The individual characteristics of InfiniBand make it attractive for data scientists with HPC background. It has low overhead to minimize latency in the fabric and adaptive routing to restore communication at a very rapid pace. Another key attribute is its remote direct memory access (RDMA), which reduces the CPU load and allows direct memory access between servers. InfiniBand is best utilized in HPC environments and is often adapted to work specific subsets. Ethernet is much more traditional and has been around for many years. It offers a much larger and open ecosystem than its counterpart InfiniBand with a variety of different protocols and software options. Ethernet is best suited for those with little to know InfiniBand experience who don’t want to learn a new fabric, as it can be applied to both simple office networks and complex data center environments.

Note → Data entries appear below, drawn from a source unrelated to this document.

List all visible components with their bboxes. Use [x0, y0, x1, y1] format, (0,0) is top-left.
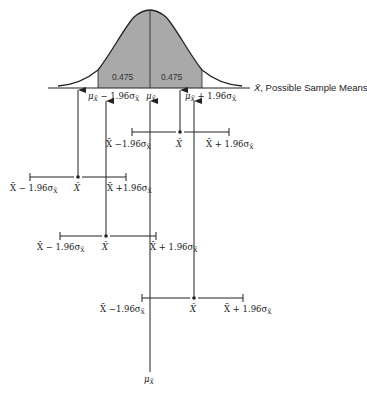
confidence-interval-diagram: 0.475 0.475 X̄, Possible Sample Means μX… — [0, 0, 367, 393]
interval-1: X̄ −1.96σX̄ X̄ X̄ + 1.96σX̄ — [106, 128, 254, 150]
area-label-left: 0.475 — [112, 72, 134, 82]
axis-label-text: , Possible Sample Means — [260, 82, 367, 93]
axis-mark-upper: μX̄ + 1.96σX̄ — [185, 91, 237, 102]
interval-3-lower-label: X̄ − 1.96σX̄ — [37, 241, 85, 253]
interval-1-lower-label: X̄ −1.96σX̄ — [106, 138, 152, 150]
interval-2-mean-label: X̄ — [73, 182, 81, 193]
population-mean-label: μX̄ — [144, 374, 155, 385]
interval-2-lower-label: X̄ − 1.96σX̄ — [10, 182, 58, 194]
axis-label: X̄, Possible Sample Means — [253, 82, 367, 93]
interval-4: X̄ −1.96σX̄ X̄ X̄ + 1.96σX̄ — [100, 294, 272, 315]
sample-mean-dot — [178, 130, 182, 134]
interval-4-lower-label: X̄ −1.96σX̄ — [100, 303, 146, 315]
sample-mean-dot — [192, 296, 196, 300]
axis-mark-center: μX̄ — [146, 91, 157, 102]
sample-mean-dot — [104, 234, 108, 238]
interval-1-mean-label: X̄ — [175, 138, 183, 149]
axis-mark-lower: μX̄ − 1.96σX̄ — [88, 91, 140, 102]
area-label-right: 0.475 — [161, 72, 183, 82]
interval-4-upper-label: X̄ + 1.96σX̄ — [224, 303, 272, 315]
interval-1-upper-label: X̄ + 1.96σX̄ — [206, 138, 254, 150]
interval-2: X̄ − 1.96σX̄ X̄ X̄ +1.96σX̄ — [10, 173, 153, 194]
interval-4-mean-label: X̄ — [189, 303, 197, 314]
sample-mean-dot — [76, 175, 80, 179]
interval-3: X̄ − 1.96σX̄ X̄ X̄ + 1.96σX̄ — [37, 232, 198, 253]
interval-3-mean-label: X̄ — [101, 241, 109, 252]
interval-2-upper-label: X̄ +1.96σX̄ — [107, 182, 153, 194]
interval-3-upper-label: X̄ + 1.96σX̄ — [150, 241, 198, 253]
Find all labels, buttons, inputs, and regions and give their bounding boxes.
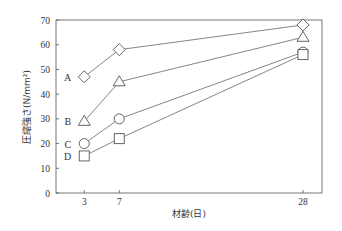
diamond-marker (113, 44, 125, 56)
y-tick-label: 60 (41, 40, 51, 50)
y-tick-label: 0 (45, 189, 50, 199)
y-tick-label: 20 (41, 139, 51, 149)
line-chart: 010203040506070 3728 ABCD 材齢(日) 圧縮強さ(N/m… (0, 0, 342, 231)
series-a: A (64, 19, 309, 83)
x-tick-label: 28 (298, 197, 308, 207)
x-axis-title: 材齢(日) (172, 208, 206, 219)
square-marker (114, 134, 124, 144)
series-d: D (64, 50, 308, 162)
square-marker (79, 151, 89, 161)
circle-marker (79, 139, 89, 149)
x-tick-label: 7 (117, 197, 122, 207)
y-tick-label: 50 (41, 65, 51, 75)
circle-marker (114, 114, 124, 124)
diamond-marker (297, 19, 309, 31)
y-tick-label: 40 (41, 90, 51, 100)
diamond-marker (78, 71, 90, 83)
series-label: C (65, 139, 72, 150)
series-label: B (65, 116, 72, 127)
y-axis-title: 圧縮強さ(N/mm²) (21, 70, 32, 144)
x-tick-label: 3 (82, 197, 87, 207)
series-c: C (65, 47, 308, 149)
x-axis: 3728 (82, 190, 308, 207)
square-marker (298, 50, 308, 60)
y-tick-label: 30 (41, 114, 51, 124)
series-b: B (65, 31, 309, 127)
series-line (84, 52, 303, 143)
y-tick-label: 10 (41, 164, 51, 174)
triangle-marker (297, 31, 309, 41)
series-label: A (64, 72, 72, 83)
series-group: ABCD (64, 19, 309, 162)
series-label: D (64, 151, 71, 162)
y-tick-label: 70 (41, 16, 51, 26)
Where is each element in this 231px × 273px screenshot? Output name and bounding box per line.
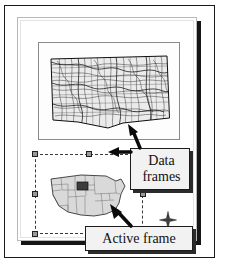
selection-handle-middle-left[interactable] (32, 191, 38, 197)
data-frames-callout[interactable]: Data frames (130, 148, 190, 190)
active-frame-callout-label: Active frame (102, 231, 175, 247)
active-frame-callout[interactable]: Active frame (85, 226, 193, 251)
layout-page-sheet[interactable] (17, 17, 197, 241)
selection-handle-top-middle[interactable] (86, 151, 92, 157)
data-frames-callout-line1: Data (148, 153, 174, 169)
overview-data-frame[interactable] (35, 154, 143, 234)
highlight-extent-box (77, 182, 88, 190)
selection-handle-top-left[interactable] (32, 151, 38, 157)
united-states-map (46, 164, 132, 224)
data-frames-callout-line2: frames (142, 169, 180, 185)
south-dakota-map (48, 52, 172, 132)
selection-handle-bottom-left[interactable] (32, 231, 38, 237)
detail-data-frame[interactable] (38, 42, 180, 140)
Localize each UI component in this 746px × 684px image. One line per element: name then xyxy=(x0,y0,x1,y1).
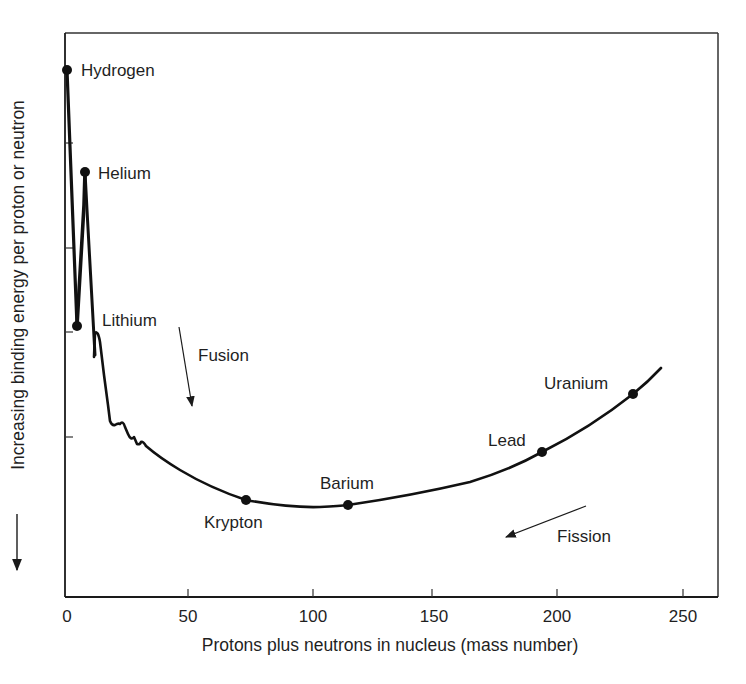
krypton-label: Krypton xyxy=(204,513,263,532)
point-labels: Hydrogen Helium Lithium Krypton Barium L… xyxy=(81,61,608,532)
lead-point xyxy=(537,447,547,457)
fusion-annotation: Fusion xyxy=(179,327,249,406)
x-tick-label: 200 xyxy=(543,607,571,626)
curve-main xyxy=(94,332,661,507)
curve-hydrogen-segment xyxy=(67,70,77,326)
binding-energy-chart: 0 50 100 150 200 250 Protons plus neutro… xyxy=(0,0,746,684)
x-tick-label: 250 xyxy=(669,607,697,626)
hydrogen-label: Hydrogen xyxy=(81,61,155,80)
x-tick-label: 0 xyxy=(62,607,71,626)
lithium-label: Lithium xyxy=(102,311,157,330)
curve-helium-spike xyxy=(77,172,85,326)
plot-frame xyxy=(65,33,718,597)
uranium-point xyxy=(628,389,638,399)
x-tick-label: 100 xyxy=(299,607,327,626)
x-ticks xyxy=(188,589,683,597)
helium-label: Helium xyxy=(98,164,151,183)
fission-label: Fission xyxy=(557,527,611,546)
lithium-point xyxy=(72,321,82,331)
curve xyxy=(67,70,661,507)
hydrogen-point xyxy=(62,65,72,75)
fission-annotation: Fission xyxy=(506,506,611,546)
helium-point xyxy=(80,167,90,177)
uranium-label: Uranium xyxy=(544,374,608,393)
barium-label: Barium xyxy=(320,474,374,493)
x-tick-label: 50 xyxy=(179,607,198,626)
data-points xyxy=(62,65,638,510)
lead-label: Lead xyxy=(488,431,526,450)
fusion-label: Fusion xyxy=(198,346,249,365)
x-axis-label: Protons plus neutrons in nucleus (mass n… xyxy=(202,635,578,655)
krypton-point xyxy=(241,495,251,505)
fusion-arrow-icon xyxy=(179,327,192,406)
curve-helium-down xyxy=(85,172,95,355)
y-axis-label: Increasing binding energy per proton or … xyxy=(8,100,28,470)
x-tick-label: 150 xyxy=(420,607,448,626)
barium-point xyxy=(343,500,353,510)
x-tick-labels: 0 50 100 150 200 250 xyxy=(62,607,697,626)
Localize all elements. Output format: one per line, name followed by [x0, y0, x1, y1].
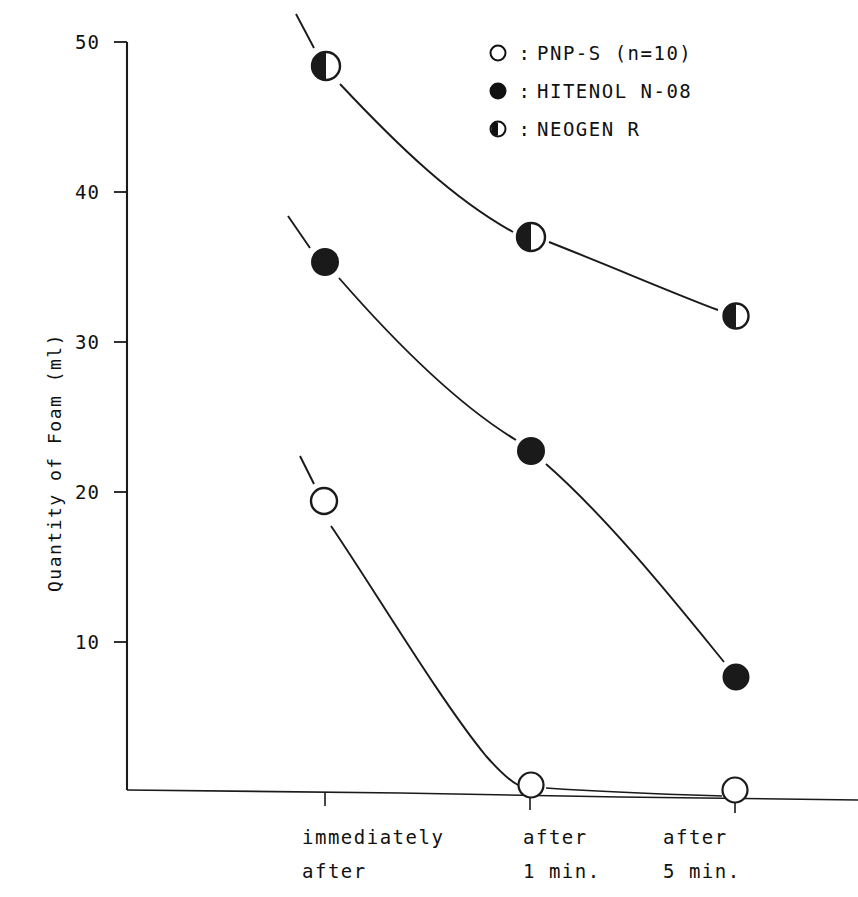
x-tick-label-after-5-min-line1: after [663, 826, 728, 848]
datapoint-pnp-s-after-5-min [723, 778, 748, 803]
series-pnp-s-lead-stub [300, 456, 314, 484]
x-tick-label-immediately-after-line1: immediately [302, 826, 444, 848]
foam-quantity-chart: 50 40 30 20 10 Quantity of Foam (ml) imm… [0, 0, 858, 897]
filled-circle-icon [487, 80, 509, 102]
x-tick-label-after-5-min: after 5 min. [663, 820, 741, 888]
legend-colon-neogen-r: : [513, 118, 537, 140]
series-pnp-s-segment-2 [546, 788, 722, 796]
y-axis-title: Quantity of Foam (ml) [44, 313, 65, 613]
x-tick-label-after-1-min-line1: after [523, 826, 588, 848]
datapoint-neogen-r-after-5-min [723, 304, 748, 329]
legend-label-neogen-r: NEOGEN R [537, 118, 641, 140]
half-filled-circle-icon [487, 118, 509, 140]
series-neogen-r-lead-stub [296, 14, 314, 48]
series-hitenol-n08-lead-stub [288, 216, 310, 248]
datapoint-neogen-r-immediately-after [312, 52, 340, 80]
legend-label-hitenol-n08: HITENOL N-08 [537, 80, 692, 102]
x-tick-label-after-1-min-line2: 1 min. [523, 854, 601, 888]
x-tick-label-immediately-after-line2: after [302, 854, 444, 888]
legend-item-pnp-s: : PNP-S (n=10) [487, 34, 827, 72]
legend-colon-pnp-s: : [513, 42, 537, 64]
x-tick-label-after-5-min-line2: 5 min. [663, 854, 741, 888]
y-tick-label-10: 10 [40, 631, 100, 653]
datapoint-neogen-r-after-1-min [517, 223, 545, 251]
datapoint-hitenol-n08-immediately-after [312, 249, 338, 275]
legend-item-hitenol-n08: : HITENOL N-08 [487, 72, 827, 110]
series-pnp-s-segment-1 [331, 526, 518, 785]
y-tick-label-50: 50 [40, 31, 100, 53]
series-neogen-r-segment-2 [549, 242, 718, 310]
datapoint-pnp-s-immediately-after [311, 488, 337, 514]
x-tick-label-after-1-min: after 1 min. [523, 820, 601, 888]
series-hitenol-n08-segment-1 [339, 278, 516, 440]
legend-label-pnp-s: PNP-S (n=10) [537, 42, 692, 64]
legend-colon-hitenol-n08: : [513, 80, 537, 102]
datapoint-hitenol-n08-after-1-min [518, 438, 544, 464]
datapoint-hitenol-n08-after-5-min [724, 665, 749, 690]
open-circle-icon [487, 42, 509, 64]
datapoint-pnp-s-after-1-min [519, 773, 544, 798]
legend-item-neogen-r: : NEOGEN R [487, 110, 827, 148]
series-hitenol-n08-segment-2 [546, 464, 724, 662]
y-tick-label-40: 40 [40, 181, 100, 203]
x-tick-label-immediately-after: immediately after [302, 820, 444, 888]
legend: : PNP-S (n=10) : HITENOL N-08 : NEOGEN R [487, 34, 827, 148]
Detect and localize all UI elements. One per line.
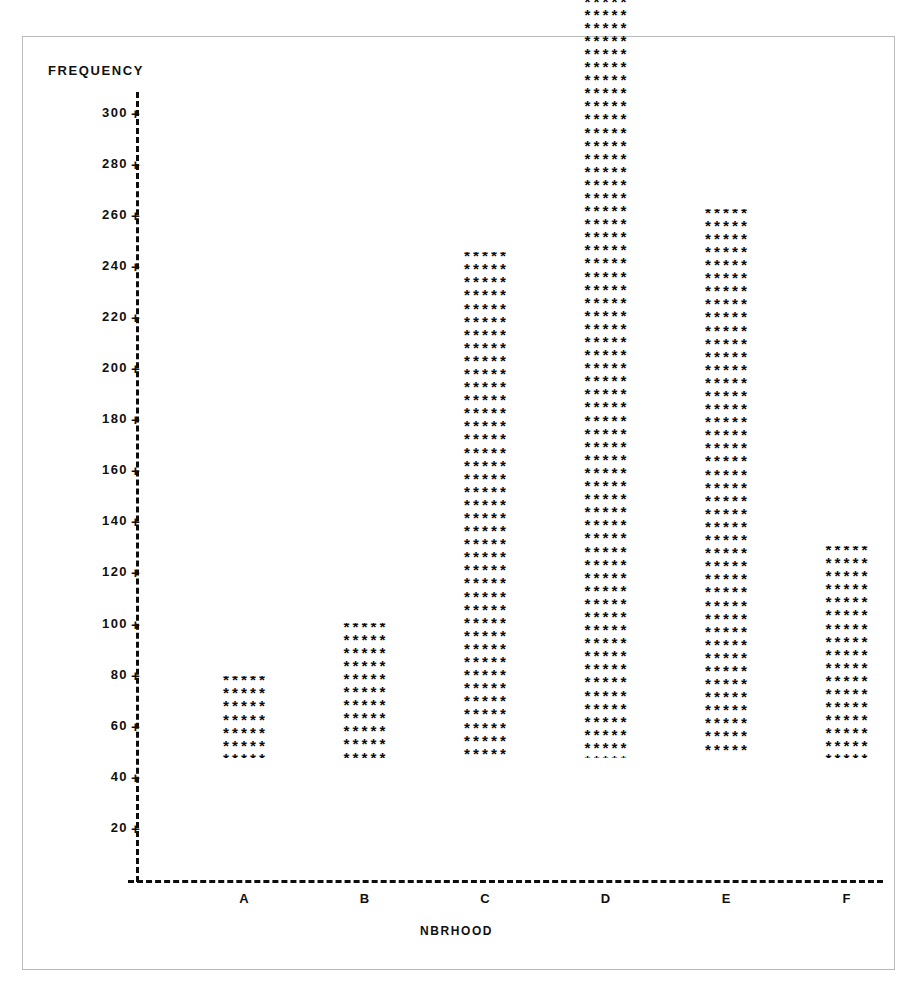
bar-fill-row: ***** bbox=[456, 750, 514, 758]
x-axis-tick-label-c: C bbox=[456, 891, 514, 906]
bar-d: ****************************************… bbox=[577, 0, 635, 758]
bar-f: ****************************************… bbox=[818, 546, 876, 758]
bar-fill-row: ***** bbox=[697, 746, 755, 758]
bars-layer: ****************************************… bbox=[0, 0, 913, 880]
bar-c: ****************************************… bbox=[456, 252, 514, 758]
bar-e: ****************************************… bbox=[697, 209, 755, 758]
bar-fill-row: ***** bbox=[336, 754, 394, 758]
bar-b: ****************************************… bbox=[336, 623, 394, 758]
x-axis-tick-label-d: D bbox=[577, 891, 635, 906]
bar-fill-row: ***** bbox=[577, 757, 635, 758]
chart-page: FREQUENCY 20+40+60+80+100+120+140+160+18… bbox=[0, 0, 913, 1002]
x-axis-baseline bbox=[128, 880, 883, 883]
bar-a: *********************************** bbox=[215, 676, 273, 758]
x-axis-tick-label-b: B bbox=[336, 891, 394, 906]
x-axis-tick-label-a: A bbox=[215, 891, 273, 906]
x-axis-title: NBRHOOD bbox=[0, 924, 913, 938]
x-axis-tick-label-f: F bbox=[818, 891, 876, 906]
bar-fill-row: ***** bbox=[215, 755, 273, 758]
bar-fill-row: ***** bbox=[818, 755, 876, 758]
plot-area: FREQUENCY 20+40+60+80+100+120+140+160+18… bbox=[0, 0, 913, 1002]
x-axis-tick-label-e: E bbox=[697, 891, 755, 906]
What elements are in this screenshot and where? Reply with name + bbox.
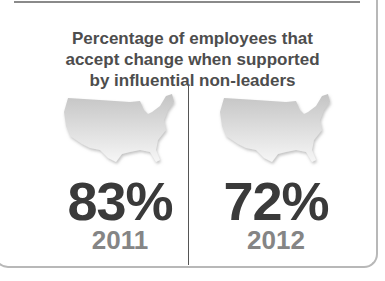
infographic-title: Percentage of employees that accept chan… (0, 28, 385, 91)
year-label: 2012 (196, 226, 356, 254)
percentage-value: 72% (196, 176, 356, 226)
percentage-value: 83% (40, 176, 200, 226)
title-line-1: Percentage of employees that (0, 28, 385, 49)
title-line-2: accept change when supported (0, 49, 385, 70)
year-label: 2011 (40, 226, 200, 254)
stat-2012: 72% 2012 (196, 90, 356, 254)
us-map-icon (216, 90, 336, 170)
title-line-3: by influential non-leaders (0, 70, 385, 91)
us-map-icon (60, 90, 180, 170)
stat-2011: 83% 2011 (40, 90, 200, 254)
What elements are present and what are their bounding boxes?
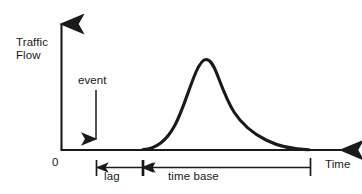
lag-label: lag (104, 170, 120, 182)
traffic-flow-curve (143, 60, 309, 150)
origin-label: 0 (52, 156, 59, 168)
event-label: event (78, 74, 107, 86)
time-base-label: time base (168, 170, 219, 182)
y-axis-label-line2: Flow (16, 49, 41, 61)
y-axis-label-line1: Traffic (16, 36, 48, 48)
y-axis-label: TrafficFlow (16, 36, 48, 62)
traffic-flow-diagram: TrafficFlow event 0 Time lag time base (0, 0, 362, 194)
x-axis-label: Time (325, 158, 351, 170)
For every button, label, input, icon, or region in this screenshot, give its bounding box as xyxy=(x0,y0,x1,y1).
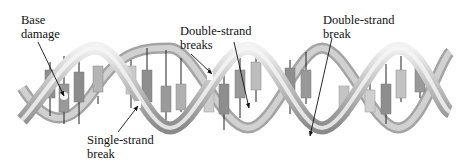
label-line: Single-strand xyxy=(87,133,154,147)
label-double-strand-breaks: Double-strand breaks xyxy=(180,24,252,52)
label-line: break xyxy=(323,27,395,41)
dna-damage-diagram: Base damage Double-strand breaks Double-… xyxy=(0,0,466,165)
label-line: breaks xyxy=(180,38,252,52)
label-line: damage xyxy=(21,27,60,41)
label-line: break xyxy=(87,147,154,161)
single-strand-break-gap xyxy=(135,101,141,108)
label-base-damage: Base damage xyxy=(21,13,60,41)
arrow-single-strand-break xyxy=(118,106,138,132)
label-line: Double-strand xyxy=(323,13,395,27)
label-double-strand-break: Double-strand break xyxy=(323,13,395,41)
label-line: Base xyxy=(21,13,60,27)
label-single-strand-break: Single-strand break xyxy=(87,133,154,161)
double-strand-break-gap-1 xyxy=(207,72,213,80)
label-line: Double-strand xyxy=(180,24,252,38)
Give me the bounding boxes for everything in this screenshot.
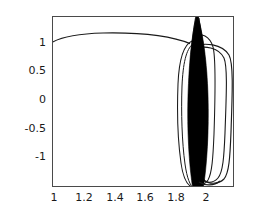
ytick-label-1: 1 xyxy=(14,37,46,48)
ytick-label-neg-0-5: -0.5 xyxy=(10,123,46,134)
ytick-label-neg-1: -1 xyxy=(10,151,46,162)
chart-figure: 1 1.2 1.4 1.6 1.8 2 1 0.5 0 -0.5 -1 xyxy=(0,0,253,220)
xtick-label-1-8: 1.8 xyxy=(167,192,185,203)
ytick-label-0: 0 xyxy=(14,94,46,105)
curve-slow-branch xyxy=(52,33,190,44)
xtick-label-1-4: 1.4 xyxy=(106,192,124,203)
xtick-label-1: 1 xyxy=(51,192,58,203)
xtick-label-1-6: 1.6 xyxy=(136,192,154,203)
plot-canvas xyxy=(0,0,253,220)
xtick-label-2: 2 xyxy=(203,192,210,203)
xtick-label-1-2: 1.2 xyxy=(75,192,93,203)
ytick-label-0-5: 0.5 xyxy=(14,65,46,76)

The introduction of NVLink and UALink also represents new ways in which companies are boosting interconnectivity between servers and racks. Both are designed for HPC environments and facilitate high-speed interconnection, thus enhancing the performance and efficiency of data centers. In certain situations where higher compute power is needed, parallel processing helps to combine the processing power of multiple computers to handle complex computing tasks. NVLink excels in high-bandwidth connections between GPUs whereas UALink offers high-speed interconnectivity between CPUs. Combining the two enhances the performance of computing systems altogether.
Conclusion
Since the invention of the internet, the data center has grown in importance for enterprises globally. As we continue to see advancements in HPC and AI applications, data center providers must explore alternative, innovative methods outside of simply building more campuses. We must thoroughly examine data center configuration and implement the proper rack-scale solutions to continue propelling the data center forward and power the next stage of computing.